Questions about driving ability arise on legal cannabis frontier
On Jan. 1, the day recreational cannabis became legal in Illinois, Michael Halberstam and his partner got in a Lyft headed for O’Hare and immediately noticed that the car reeked of weed.
Should they say something to the driver? They wondered.
Traffic was light and they had a plane to catch and the driver didn’t seem impaired, so they let it go.
“It was legalization day,” Halberstam says, “and so we were prepared to be somewhat tolerant of the jubilant mood of marijuana imbibers on that day.”
Besides, for all they knew, a previous passenger was the source of the stink.
A few days later, on their return from O’Hare, they got into an Uber headed home. On the road, the driver took a vape hit that, in Halberstam’s words, “yielded an unmistakable smell.”
Again, they wondered: Say something to the driver? Report him? Again, they let it go. But afterward, Halberstam, who’s the artistic director of Writers Theatre in Glencoe, posted a provocative question on Facebook:
“I’m all for marijuana legalization but this has me asking questions. I didn’t report either driver because they both seemed like nice guys and ultimately functioned perfectly well. So … what to do moving forward? What would YOU do?”
He was flooded with responses, most of which boiled down to: Report ’em.
That verdict made Halberstam uncomfortable — was it fair to jeopardize the jobs of hardworking drivers? — but saying nothing didn’t seem right either.
Halberstam’s quandary and many more questions involving driving high are bound to proliferate as cannabis consumption becomes more common. Unfortunately, the answers to the questions are rarely straightforward.
On Friday, I called Richard Miller, a professor of pharmacology at Northwestern’s Feinberg School of Medicine, for some illumination.
Does smoking weed affect driving? “Absolutely,” he said. “You should not smoke weed and drive. It has the potential for reducing your ability to drive. It definitely affects motor function.”
He was careful to note that different bodies react to cannabis differently, and that a dose that impairs one person might not impair another.
“Not everybody who drinks alcohol and drives a car has a car crash, right?
But you increase the likelihood that you’ll have one, right?”
Debate on the topic is complicated by the fact that reliable data remain in short supply.
“We’ve established that smoking weed could be bad for our driving,” Miller said. “But in the real world, where weed has been legalized, has that actually happened? Look at a country like the Netherlands, where weed has been legal since 1970. Have you read that the Netherlands has been swept with a tsunami of car accidents? Clearly not. Same in California.”
Driving under the influence of marijuana remains illegal in all 50 states, including those that have legalized it for recreational use. But determining how high is too high to safely drive remains hard to measure.
The science is sketchy. The technology is poor. There’s a national standard for how much alcohol is too much and a roadside breathalyzer for testing it. Neither is true for marijuana.
A few studies have connected driving high with car accidents. According to a 2018 report from the Insurance Institute for Highway Safety and the Highway Loss Data Institute, crashes were up by as much as 6% in Colorado, Nevada, Oregon and Washington compared with neighboring states that hadn’t legalized recreational marijuana. But even that report conceded that measuring marijuana impairment is hard.
In short, in Miller’s words, “We just don’t know yet.”
But we do know that consuming cannabis affects the way we function. That’s why people use it. And that’s
“Not everybody who drinks alcohol and drives a car has a car crash, right? But you increase the likelihood that you’ll have one, right?” — Richard Miller, a professor of pharmacology at Northwestern’s Feinberg School of Medicine
why caution is called for. It’s why we need tools and laws that minimize the risk.
As for Halberstam’s quandary? It’s not just a question of driving safely, he said, it’s one of driving professionally. Professionals don’t drive and vape.
I asked him what he plans to do the next time he gets into an Uber or a Lyft and detects weed in the air.
“I think I would ask a question,” he said. “I’d say, ‘I’m in your car. I can smell marijuana.’ I might start a dialogue rather than sitting there passively and going home and reporting them. I’d say, ‘Unless the marijuana is saving you from having a psychotic attack or emotional meltdown, please don’t vape while you’re driving me to the airport.’ ”
He laughed.
“Or I’ll go back to taking the train.”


TRY IT: Every record below must be copied exactly, with images dropped.

(EXTRACTED RECORDS)

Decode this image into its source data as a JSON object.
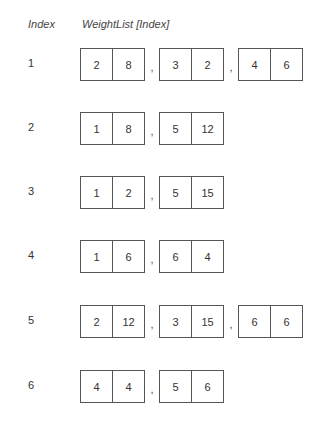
{
  "header": {
    "index_label": "Index",
    "weightlist_label": "WeightList [Index]"
  },
  "separator": ",",
  "rows": [
    {
      "index": "1",
      "pairs": [
        [
          "2",
          "8"
        ],
        [
          "3",
          "2"
        ],
        [
          "4",
          "6"
        ]
      ]
    },
    {
      "index": "2",
      "pairs": [
        [
          "1",
          "8"
        ],
        [
          "5",
          "12"
        ]
      ]
    },
    {
      "index": "3",
      "pairs": [
        [
          "1",
          "2"
        ],
        [
          "5",
          "15"
        ]
      ]
    },
    {
      "index": "4",
      "pairs": [
        [
          "1",
          "6"
        ],
        [
          "6",
          "4"
        ]
      ]
    },
    {
      "index": "5",
      "pairs": [
        [
          "2",
          "12"
        ],
        [
          "3",
          "15"
        ],
        [
          "6",
          "6"
        ]
      ]
    },
    {
      "index": "6",
      "pairs": [
        [
          "4",
          "4"
        ],
        [
          "5",
          "6"
        ]
      ]
    }
  ]
}
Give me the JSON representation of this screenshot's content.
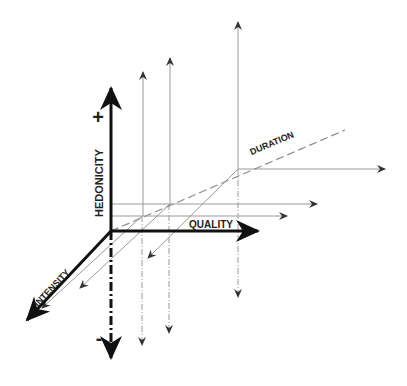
{
  "diagram": {
    "type": "3d-axes-hedonic-space",
    "axes": {
      "hedonicity": {
        "label": "HEDONICITY",
        "positive": "+",
        "negative": "-"
      },
      "quality": {
        "label": "QUALITY"
      },
      "intensity": {
        "label": "INTENSITY"
      },
      "duration": {
        "label": "DURATION"
      }
    },
    "colors": {
      "main_axis": "#111111",
      "guide_line": "#9a9a9a",
      "guide_arrow": "#333333",
      "background": "#ffffff"
    },
    "guide_points": [
      {
        "x": 142,
        "y": 216
      },
      {
        "x": 170,
        "y": 204
      },
      {
        "x": 238,
        "y": 169
      }
    ]
  }
}
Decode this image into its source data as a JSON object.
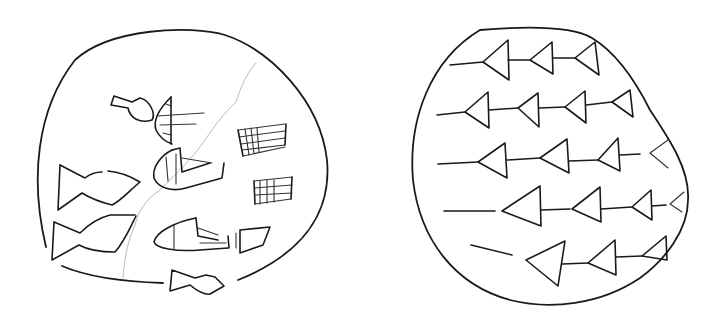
{
  "figure": {
    "colors": {
      "ink": "#1a1a1a",
      "crack": "#a8a8a8",
      "background": "#ffffff"
    }
  },
  "tablets": [
    {
      "id": "left",
      "signs": [
        {
          "type": "head-with-vessel",
          "count": 1
        },
        {
          "type": "boat-sign",
          "count": 2
        },
        {
          "type": "grid-sign",
          "count": 2
        },
        {
          "type": "fish-sign",
          "count": 3
        },
        {
          "type": "diamond-sign",
          "count": 1
        }
      ],
      "has_crack": true
    },
    {
      "id": "right",
      "rows": [
        {
          "row": 1,
          "wedges": 3
        },
        {
          "row": 2,
          "wedges": 4
        },
        {
          "row": 3,
          "wedges": 4
        },
        {
          "row": 4,
          "wedges": 4
        },
        {
          "row": 5,
          "wedges": 3
        }
      ],
      "sign_type": "arrow-wedge"
    }
  ]
}
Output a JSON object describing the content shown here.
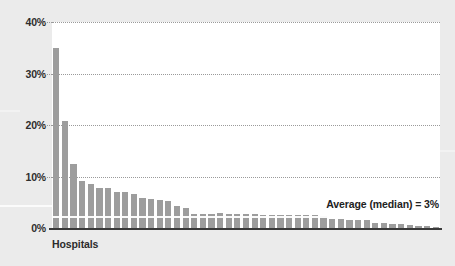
{
  "figure": {
    "background_color": "#ebebeb",
    "plot_background_color": "#ffffff",
    "bar_color": "#9d9d9d",
    "gridline_color": "#9a9a9a",
    "axis_color": "#3a3a3a",
    "text_color": "#2b2b2b"
  },
  "axis": {
    "x_title": "Hospitals",
    "y_ticks": [
      "40%",
      "30%",
      "20%",
      "10%",
      "0%"
    ]
  },
  "annotation": {
    "average_label": "Average (median) = 3%"
  },
  "chart_data": {
    "type": "bar",
    "title": "",
    "subtitle": "",
    "xlabel": "Hospitals",
    "ylabel": "",
    "ylim": [
      0,
      40
    ],
    "ytick_values": [
      0,
      10,
      20,
      30,
      40
    ],
    "ytick_labels": [
      "0%",
      "10%",
      "20%",
      "30%",
      "40%"
    ],
    "grid": true,
    "legend": "none",
    "annotations": [
      {
        "text": "Average (median) = 3%",
        "position": "upper-right-inside",
        "value": 3
      }
    ],
    "units": "percent",
    "sorted": "descending",
    "categories": [
      "Hospital 1",
      "Hospital 2",
      "Hospital 3",
      "Hospital 4",
      "Hospital 5",
      "Hospital 6",
      "Hospital 7",
      "Hospital 8",
      "Hospital 9",
      "Hospital 10",
      "Hospital 11",
      "Hospital 12",
      "Hospital 13",
      "Hospital 14",
      "Hospital 15",
      "Hospital 16",
      "Hospital 17",
      "Hospital 18",
      "Hospital 19",
      "Hospital 20",
      "Hospital 21",
      "Hospital 22",
      "Hospital 23",
      "Hospital 24",
      "Hospital 25",
      "Hospital 26",
      "Hospital 27",
      "Hospital 28",
      "Hospital 29",
      "Hospital 30",
      "Hospital 31",
      "Hospital 32",
      "Hospital 33",
      "Hospital 34",
      "Hospital 35",
      "Hospital 36",
      "Hospital 37",
      "Hospital 38",
      "Hospital 39",
      "Hospital 40",
      "Hospital 41",
      "Hospital 42",
      "Hospital 43",
      "Hospital 44",
      "Hospital 45"
    ],
    "values": [
      35.0,
      20.8,
      12.5,
      9.2,
      8.5,
      7.7,
      7.7,
      7.0,
      7.0,
      6.7,
      5.9,
      5.6,
      5.5,
      5.3,
      4.3,
      3.9,
      2.7,
      2.7,
      2.8,
      2.9,
      2.7,
      2.7,
      2.7,
      2.7,
      2.6,
      2.6,
      2.6,
      2.5,
      2.5,
      2.5,
      2.5,
      2.4,
      1.8,
      1.7,
      1.6,
      1.6,
      1.5,
      1.0,
      0.9,
      0.8,
      0.7,
      0.5,
      0.4,
      0.3,
      0.2
    ]
  }
}
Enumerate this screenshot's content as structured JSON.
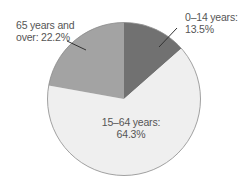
{
  "chart_data": {
    "type": "pie",
    "title": "",
    "start_angle": "12 o'clock",
    "direction": "clockwise",
    "categories": [
      "0–14 years",
      "15–64 years",
      "65 years and over"
    ],
    "values": [
      13.5,
      64.3,
      22.2
    ],
    "unit": "%",
    "colors": [
      "#717171",
      "#efefef",
      "#a3a3a3"
    ],
    "legend": "none (direct labels)",
    "labels": [
      {
        "line1": "0–14 years:",
        "line2": "13.5%",
        "leader_line": true
      },
      {
        "line1": "15–64 years:",
        "line2": "64.3%",
        "leader_line": false
      },
      {
        "line1": "65 years and",
        "line2": "over: 22.2%",
        "leader_line": true
      }
    ]
  },
  "style": {
    "outline": "#8a8a8a",
    "leader": "#333333",
    "text": "#555555"
  }
}
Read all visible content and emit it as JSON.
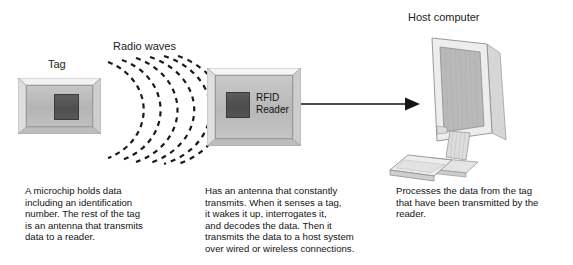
{
  "diagram": {
    "background": "#ffffff",
    "ink": "#1a1a1a"
  },
  "labels": {
    "tag": "Tag",
    "radio_waves": "Radio waves",
    "host_computer": "Host computer",
    "reader_line1": "RFID",
    "reader_line2": "Reader"
  },
  "captions": {
    "tag": [
      "A microchip holds data",
      "including an identification",
      "number. The rest of the tag",
      "is an antenna that transmits",
      "data to a reader."
    ],
    "reader": [
      "Has an antenna that constantly",
      "transmits. When it senses a tag,",
      "it wakes it up, interrogates it,",
      "and decodes the data. Then it",
      "transmits the data to a host system",
      "over wired or wireless connections."
    ],
    "host": [
      "Processes the data from the tag",
      "that have been transmitted by the",
      "reader."
    ]
  },
  "graphics": {
    "wave_arc_count": 6,
    "wave_style": "dashed",
    "wave_color": "#1a1a1a",
    "arrow_direction": "right",
    "arrow_color": "#151515",
    "tag_chip_color": "#4f4f4f",
    "reader_chip_color": "#4c4c4c",
    "device_body_color": "#c0c0c0",
    "monitor_screen_color": "#b9b9b9",
    "monitor_bezel_color": "#ededed"
  }
}
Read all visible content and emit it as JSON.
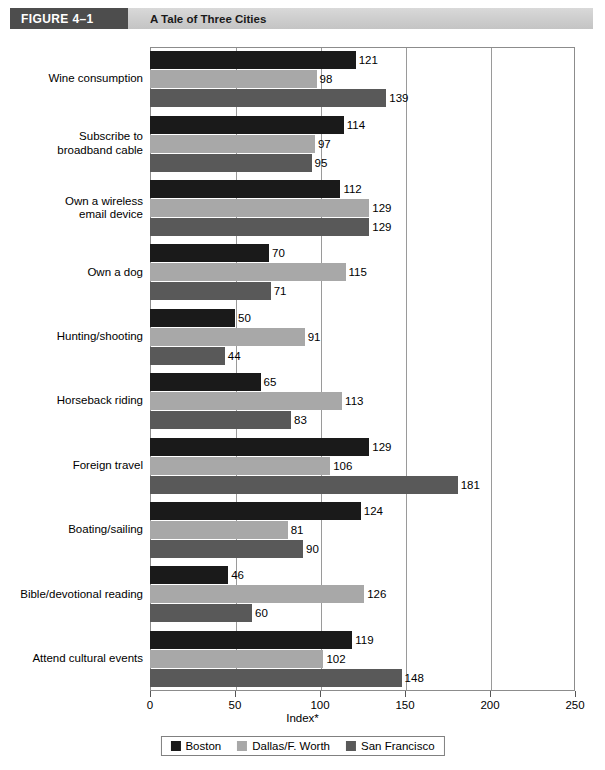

(End EXTRACTED RECORDS)

WRITTEN RESPONSE:
Decode this image into its source data as a JSON object.
{
  "header": {
    "index_label": "Index",
    "weightlist_label": "WeightList [Index]"
  },
  "separator": ",",
  "rows": [
    {
      "index": "1",
      "pairs": [
        [
          "2",
          "8"
        ],
        [
          "3",
          "2"
        ],
        [
          "4",
          "6"
        ]
      ]
    },
    {
      "index": "2",
      "pairs": [
        [
          "1",
          "8"
        ],
        [
          "5",
          "12"
        ]
      ]
    },
    {
      "index": "3",
      "pairs": [
        [
          "1",
          "2"
        ],
        [
          "5",
          "15"
        ]
      ]
    },
    {
      "index": "4",
      "pairs": [
        [
          "1",
          "6"
        ],
        [
          "6",
          "4"
        ]
      ]
    },
    {
      "index": "5",
      "pairs": [
        [
          "2",
          "12"
        ],
        [
          "3",
          "15"
        ],
        [
          "6",
          "6"
        ]
      ]
    },
    {
      "index": "6",
      "pairs": [
        [
          "4",
          "4"
        ],
        [
          "5",
          "6"
        ]
      ]
    }
  ]
}
Give me the JSON representation of this screenshot's content.
{
  "diagram": {
    "type": "3d-axes-hedonic-space",
    "axes": {
      "hedonicity": {
        "label": "HEDONICITY",
        "positive": "+",
        "negative": "-"
      },
      "quality": {
        "label": "QUALITY"
      },
      "intensity": {
        "label": "INTENSITY"
      },
      "duration": {
        "label": "DURATION"
      }
    },
    "colors": {
      "main_axis": "#111111",
      "guide_line": "#9a9a9a",
      "guide_arrow": "#333333",
      "background": "#ffffff"
    },
    "guide_points": [
      {
        "x": 142,
        "y": 216
      },
      {
        "x": 170,
        "y": 204
      },
      {
        "x": 238,
        "y": 169
      }
    ]
  }
}
Decode this image into its source data as a JSON object.
{
  "figure": {
    "colors": {
      "ink": "#1a1a1a",
      "crack": "#a8a8a8",
      "background": "#ffffff"
    }
  },
  "tablets": [
    {
      "id": "left",
      "signs": [
        {
          "type": "head-with-vessel",
          "count": 1
        },
        {
          "type": "boat-sign",
          "count": 2
        },
        {
          "type": "grid-sign",
          "count": 2
        },
        {
          "type": "fish-sign",
          "count": 3
        },
        {
          "type": "diamond-sign",
          "count": 1
        }
      ],
      "has_crack": true
    },
    {
      "id": "right",
      "rows": [
        {
          "row": 1,
          "wedges": 3
        },
        {
          "row": 2,
          "wedges": 4
        },
        {
          "row": 3,
          "wedges": 4
        },
        {
          "row": 4,
          "wedges": 4
        },
        {
          "row": 5,
          "wedges": 3
        }
      ],
      "sign_type": "arrow-wedge"
    }
  ]
}
Output a JSON object describing the content shown here.
{
  "figure": {
    "background_color": "#ebebeb",
    "plot_background_color": "#ffffff",
    "bar_color": "#9d9d9d",
    "gridline_color": "#9a9a9a",
    "axis_color": "#3a3a3a",
    "text_color": "#2b2b2b"
  },
  "axis": {
    "x_title": "Hospitals",
    "y_ticks": [
      "40%",
      "30%",
      "20%",
      "10%",
      "0%"
    ]
  },
  "annotation": {
    "average_label": "Average (median) = 3%"
  },
  "chart_data": {
    "type": "bar",
    "title": "",
    "subtitle": "",
    "xlabel": "Hospitals",
    "ylabel": "",
    "ylim": [
      0,
      40
    ],
    "ytick_values": [
      0,
      10,
      20,
      30,
      40
    ],
    "ytick_labels": [
      "0%",
      "10%",
      "20%",
      "30%",
      "40%"
    ],
    "grid": true,
    "legend": "none",
    "annotations": [
      {
        "text": "Average (median) = 3%",
        "position": "upper-right-inside",
        "value": 3
      }
    ],
    "units": "percent",
    "sorted": "descending",
    "categories": [
      "Hospital 1",
      "Hospital 2",
      "Hospital 3",
      "Hospital 4",
      "Hospital 5",
      "Hospital 6",
      "Hospital 7",
      "Hospital 8",
      "Hospital 9",
      "Hospital 10",
      "Hospital 11",
      "Hospital 12",
      "Hospital 13",
      "Hospital 14",
      "Hospital 15",
      "Hospital 16",
      "Hospital 17",
      "Hospital 18",
      "Hospital 19",
      "Hospital 20",
      "Hospital 21",
      "Hospital 22",
      "Hospital 23",
      "Hospital 24",
      "Hospital 25",
      "Hospital 26",
      "Hospital 27",
      "Hospital 28",
      "Hospital 29",
      "Hospital 30",
      "Hospital 31",
      "Hospital 32",
      "Hospital 33",
      "Hospital 34",
      "Hospital 35",
      "Hospital 36",
      "Hospital 37",
      "Hospital 38",
      "Hospital 39",
      "Hospital 40",
      "Hospital 41",
      "Hospital 42",
      "Hospital 43",
      "Hospital 44",
      "Hospital 45"
    ],
    "values": [
      35.0,
      20.8,
      12.5,
      9.2,
      8.5,
      7.7,
      7.7,
      7.0,
      7.0,
      6.7,
      5.9,
      5.6,
      5.5,
      5.3,
      4.3,
      3.9,
      2.7,
      2.7,
      2.8,
      2.9,
      2.7,
      2.7,
      2.7,
      2.7,
      2.6,
      2.6,
      2.6,
      2.5,
      2.5,
      2.5,
      2.5,
      2.4,
      1.8,
      1.7,
      1.6,
      1.6,
      1.5,
      1.0,
      0.9,
      0.8,
      0.7,
      0.5,
      0.4,
      0.3,
      0.2
    ]
  }
}
Enumerate this screenshot's content as structured JSON.
{
  "chart_data": {
    "type": "pie",
    "title": "",
    "start_angle": "12 o'clock",
    "direction": "clockwise",
    "categories": [
      "0–14 years",
      "15–64 years",
      "65 years and over"
    ],
    "values": [
      13.5,
      64.3,
      22.2
    ],
    "unit": "%",
    "colors": [
      "#717171",
      "#efefef",
      "#a3a3a3"
    ],
    "legend": "none (direct labels)",
    "labels": [
      {
        "line1": "0–14 years:",
        "line2": "13.5%",
        "leader_line": true
      },
      {
        "line1": "15–64 years:",
        "line2": "64.3%",
        "leader_line": false
      },
      {
        "line1": "65 years and",
        "line2": "over: 22.2%",
        "leader_line": true
      }
    ]
  },
  "style": {
    "outline": "#8a8a8a",
    "leader": "#333333",
    "text": "#555555"
  }
}
Read all visible content and emit it as JSON.
{
  "diagram": {
    "background": "#ffffff",
    "ink": "#1a1a1a"
  },
  "labels": {
    "tag": "Tag",
    "radio_waves": "Radio waves",
    "host_computer": "Host computer",
    "reader_line1": "RFID",
    "reader_line2": "Reader"
  },
  "captions": {
    "tag": [
      "A microchip holds data",
      "including an identification",
      "number. The rest of the tag",
      "is an antenna that transmits",
      "data to a reader."
    ],
    "reader": [
      "Has an antenna that constantly",
      "transmits. When it senses a tag,",
      "it wakes it up, interrogates it,",
      "and decodes the data. Then it",
      "transmits the data to a host system",
      "over wired or wireless connections."
    ],
    "host": [
      "Processes the data from the tag",
      "that have been transmitted by the",
      "reader."
    ]
  },
  "graphics": {
    "wave_arc_count": 6,
    "wave_style": "dashed",
    "wave_color": "#1a1a1a",
    "arrow_direction": "right",
    "arrow_color": "#151515",
    "tag_chip_color": "#4f4f4f",
    "reader_chip_color": "#4c4c4c",
    "device_body_color": "#c0c0c0",
    "monitor_screen_color": "#b9b9b9",
    "monitor_bezel_color": "#ededed"
  }
}
Read all visible content and emit it as JSON.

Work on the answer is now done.